Exercise objective: The pictures in the listing below are to be skipped, while the lines between the line holding "What do you see at coordinates (278, 110)" and the line holding "Task: Click on", inclusive, are to be output exactly.

Extracted material:
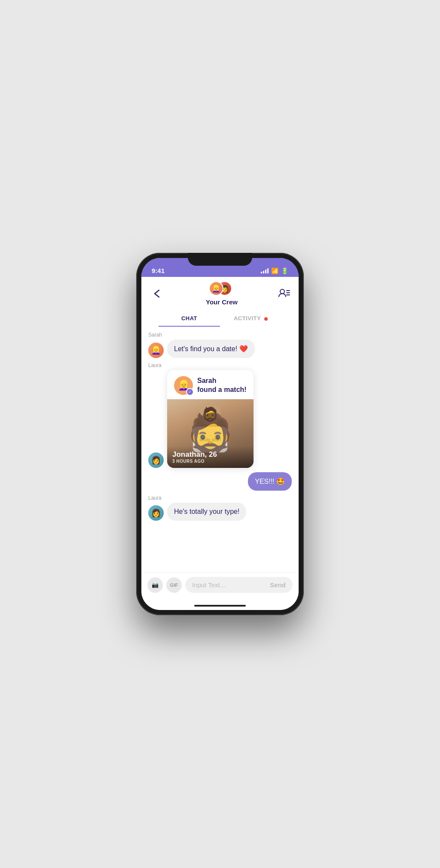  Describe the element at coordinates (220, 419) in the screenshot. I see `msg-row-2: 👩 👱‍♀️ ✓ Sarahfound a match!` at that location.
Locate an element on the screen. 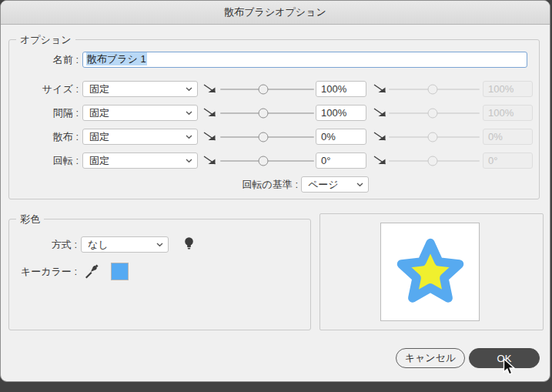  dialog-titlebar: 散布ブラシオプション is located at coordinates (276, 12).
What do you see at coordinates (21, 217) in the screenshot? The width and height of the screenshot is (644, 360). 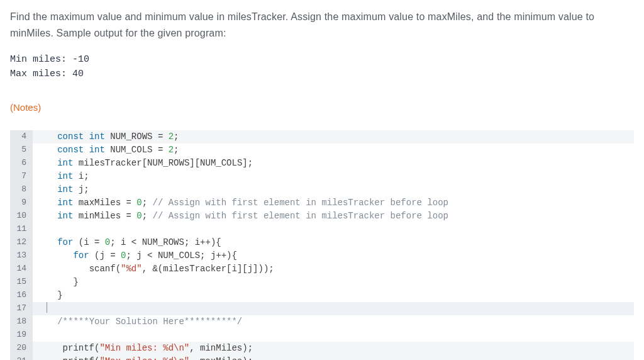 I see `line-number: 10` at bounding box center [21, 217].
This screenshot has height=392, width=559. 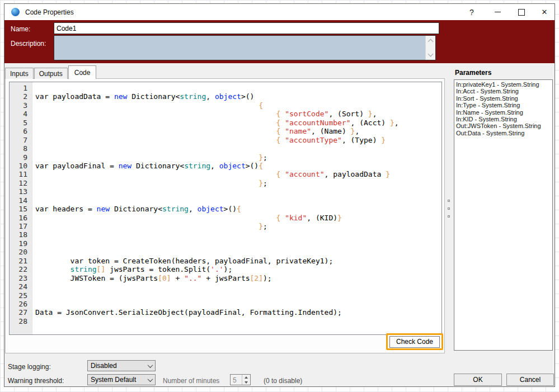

--

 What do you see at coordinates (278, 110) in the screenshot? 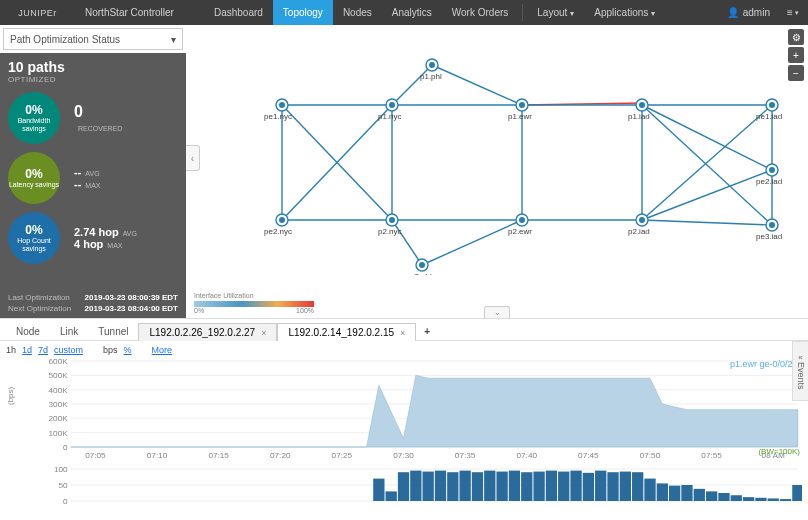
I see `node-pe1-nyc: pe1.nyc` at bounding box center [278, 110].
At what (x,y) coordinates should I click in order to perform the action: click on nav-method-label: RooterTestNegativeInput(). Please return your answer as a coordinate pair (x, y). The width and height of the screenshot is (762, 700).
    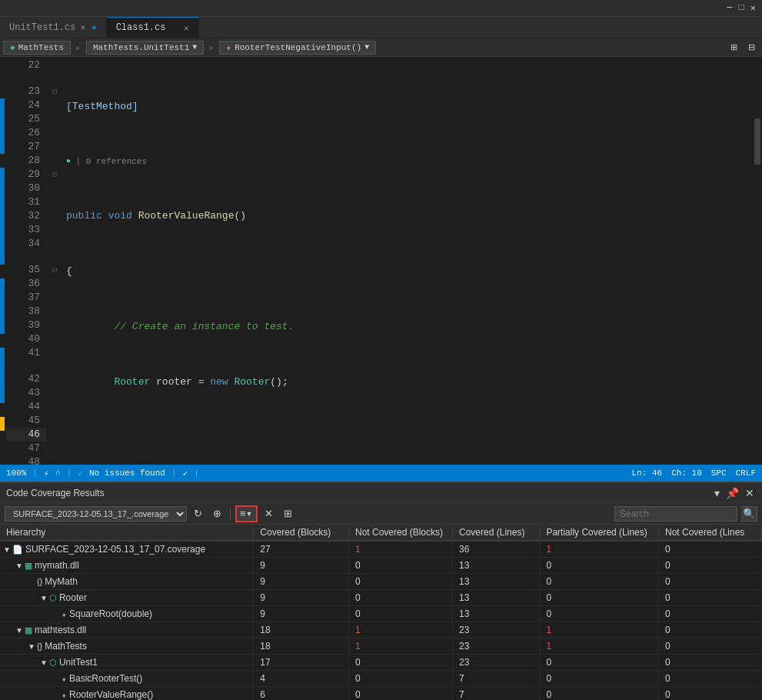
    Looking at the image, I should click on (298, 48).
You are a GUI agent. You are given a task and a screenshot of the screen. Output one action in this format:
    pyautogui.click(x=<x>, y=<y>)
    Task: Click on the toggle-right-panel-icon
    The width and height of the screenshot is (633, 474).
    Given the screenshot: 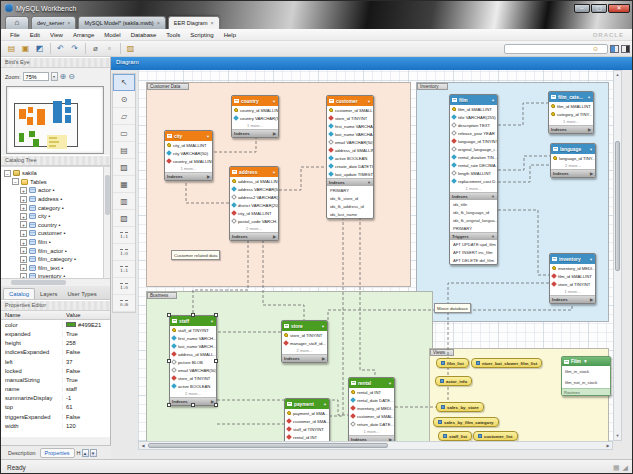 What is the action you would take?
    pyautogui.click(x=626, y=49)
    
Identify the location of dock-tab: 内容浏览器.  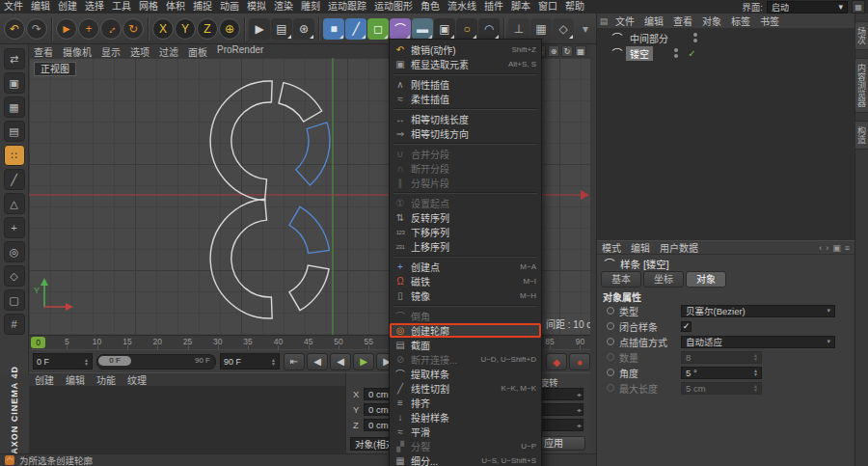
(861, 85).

* * *

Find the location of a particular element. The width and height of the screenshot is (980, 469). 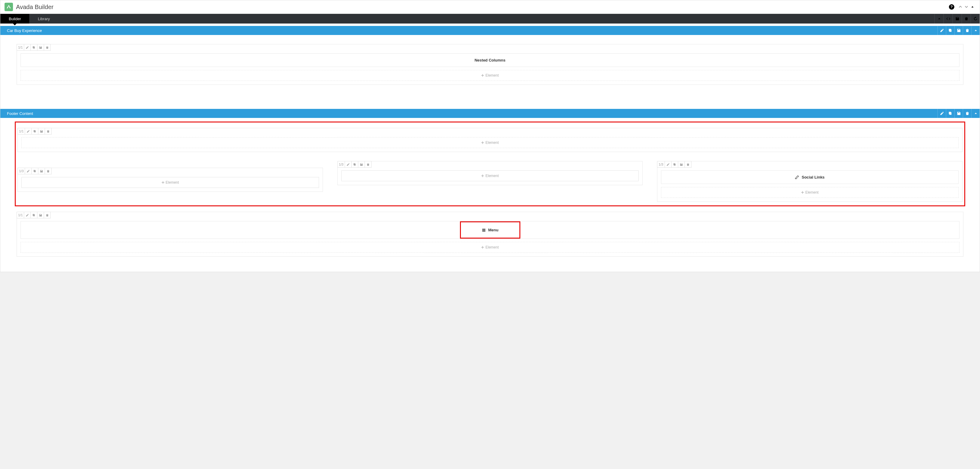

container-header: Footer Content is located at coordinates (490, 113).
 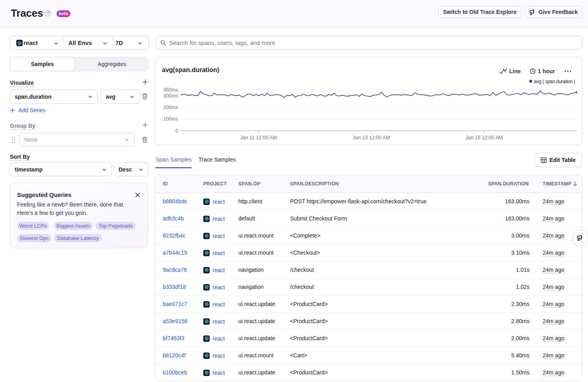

Written answer:
 What do you see at coordinates (278, 110) in the screenshot? 
I see `node-pe1-nyc: pe1.nyc` at bounding box center [278, 110].
At what (x,y) coordinates should I click in order to perform the action: click on nav-method-label: RooterTestNegativeInput(). Please return your answer as a coordinate pair (x, y). The width and height of the screenshot is (762, 700).
    Looking at the image, I should click on (298, 48).
You are a GUI agent. You are given a task and a screenshot of the screen. Output one action in this format:
    pyautogui.click(x=<x>, y=<y>)
    Task: Click on the toggle-right-panel-icon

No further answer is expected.